Planets don’t shine, of course, and are overwhelmed by their star’s brightness. So, the techniques to hunt for exoplanets rely on indirect methods. Because planets affect the stars they orbit, we can look for those effects to find them.

First, planets tug at stars gravitationally, making them wobble; second, a planet blocks a tiny fraction of the star’s light when passing in front of it. The bigger the planet and the closer it is to its star, the larger these effects are. To measure a star’s wobble, we use the radial-velocity or Doppler method, and to measure the dimming of its light, we use the transit method. We then work backward to deduce the kinds of planets that could cause such effects on their host stars.

These indirect imaging techniques require incredible precision and care. But they work phenomenally well. To date, we have confirmed observations of more than 5,500 exoplanets, each with its own properties, an amazing diversity of worlds. In my recent book, I give more details about this extraordinary new window into these other worlds. Today, I’ll focus on one of the two most popular techniques, the radial-velocity method, as it was the first to be wildly successful in our search for exoplanets.

Dancing with the Stars

As a planet orbits its star, the star wobbles ever so slightly due to the gravitational tug from the planet. The radial-velocity (Doppler) method detects this. Since the more massive the planet the stronger the tug, this technique tends to favor finding stars with big planets with nearby orbits.

The important concept here is the center of mass. If two bodies have the same mass, the center of mass of this two-body system is exactly at the midpoint between the two. Someone sitting at this midpoint won’t feel pulled in either direction, since the equal and opposite pulls cancel each other. If the two bodies spin around each other, they will spin about this midpoint.

This changes if the bodies don’t have equal mass. The center of mass is closer to the more massive body. When one body is much more massive than the other, like a star and a planet, the center of mass is almost at the center of the more massive body—but not quite. For example, the center of mass of the Sun-Jupiter system (forgetting the other planets) is at one-thousandth of the Sun-Jupiter distance, just outside the solar surface.

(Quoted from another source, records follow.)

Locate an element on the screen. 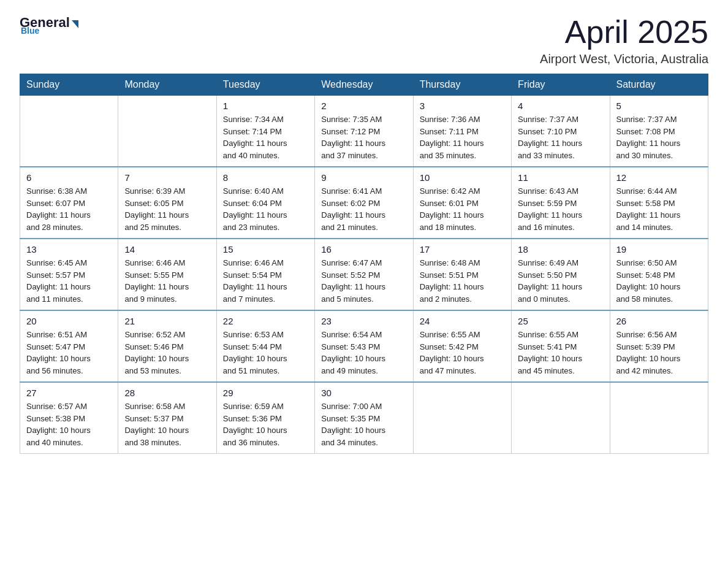  calendar-cell: 18Sunrise: 6:49 AM Sunset: 5:50 PM Dayli… is located at coordinates (561, 275).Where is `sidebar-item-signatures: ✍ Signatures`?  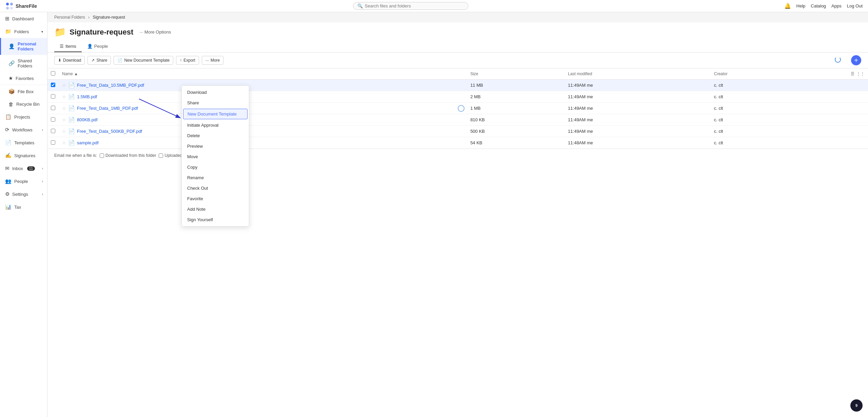 sidebar-item-signatures: ✍ Signatures is located at coordinates (24, 155).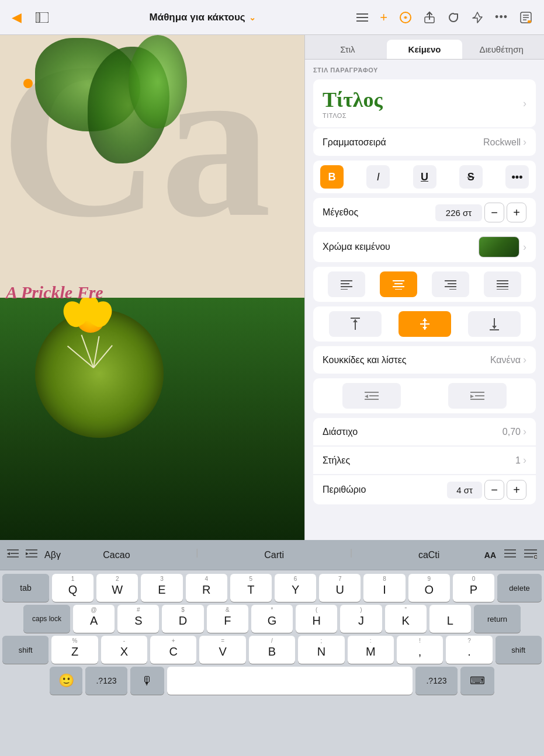 The height and width of the screenshot is (756, 544). Describe the element at coordinates (66, 681) in the screenshot. I see `key-emoji: 🙂` at that location. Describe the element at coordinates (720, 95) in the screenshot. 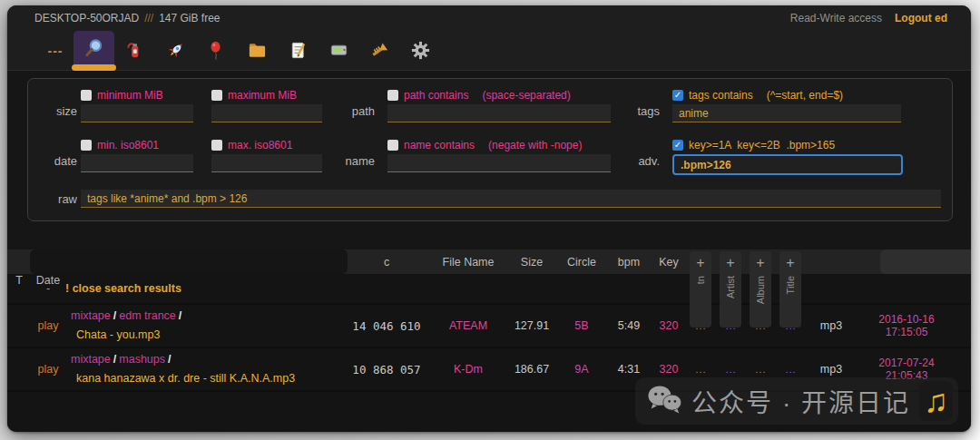

I see `tags-contains-label: tags contains` at that location.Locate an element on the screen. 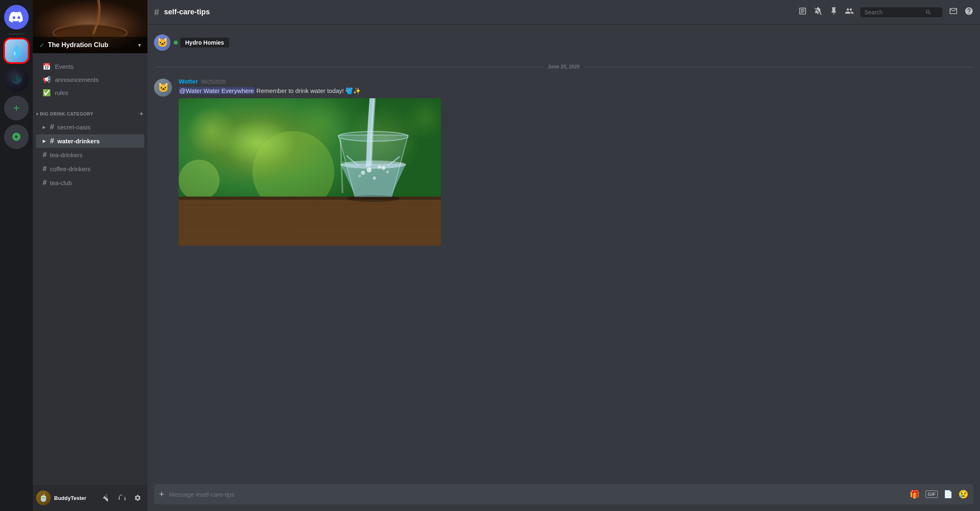  announcements-icon: 📢 is located at coordinates (47, 79).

What astronomers observe is not the wobbling itself but variations in the starlight shining in our direction due to the star’s wobbling, which is caused by the Doppler shift, the variation in light’s frequency due to motion of the source or the observer. Think of how an ambulance siren changes as it approaches you and then goes away from you; that’s a result of the Doppler effect. Similarly, when the star approaches us, its light shifts slightly toward the blue (higher frequency) end of the spectrum, and when it moves away from us, its light shifts slightly toward the red (lower frequency) end of the spectrum. When it falls within detection range, this alternating dance of light allows astronomers to detect the planets causing their host star to wobble.

Finding Dimidium

The first exoplanet detected using the Doppler method was discovered in 1995 orbiting the star 51 Pegasi, a G-type star like our Sun orbiting 50.6 light-years away. The discovery earned Swiss astronomers Michel Mayor and Didier Queloz the 2019 Nobel Prize in Physics. (The third winner that year was James Peebles, a pioneering theoretical cosmologist from Princeton University who influenced a whole generation.) The planet, now called Dimidium, is a “hot Jupiter” orbiting its star every 4.2 days. This means the giant planet is very close to its host star, making it very hot—hence the name hot Jupiter. Compare that to our Jupiter, which takes 12 years to orbit the Sun—or even Mercury, which takes three months.

This image shows an artist's impression of the 10 hot Jupiter exoplanets studied using the Hubble and Spitzer space telescopes.
This image shows an artist’s impression of the 10 hot Jupiter exoplanets studied using the Hubble and Spitzer space telescopes. via NASA

This discovery caused tremendous excitement in the astronomical community, not only for being the first exoplanet found using the Doppler method, but for forcing us to rethink what planetary systems look like. No one would have guessed that gas giant planets could orbit this close to their host stars.

The lesson here is clear: We must be very careful using inductive thinking when trying to generalize properties of stars and their orbiting planets. The fact that our Solar System has the opposite structure, with giant gas planets orbiting the farthest from the Sun, shows the incredible diversity of planetary systems spread around our galaxy and, surely, all galaxies across the Universe.

A question that follows, then, is whether there are very stringent conditions for a planetary system to have planets with life. Surely, Dimidium is a dead world. How common, then, is our Solar System among billions of others? Estimates from 2010 indicate that around 10% of planetary systems are arranged like ours, with gas giants far from their host stars.

Still, we need more data to determine how odd our Solar System is. Current estimates place it as the rarest kind of planetary system in the galaxy, but it’s still early to quantify how rare. Further studying the architecture of planetary systems will reveal secrets of whether we are the odd system with heavy gas giants on the outside and life on one of the rocky planets on the inside.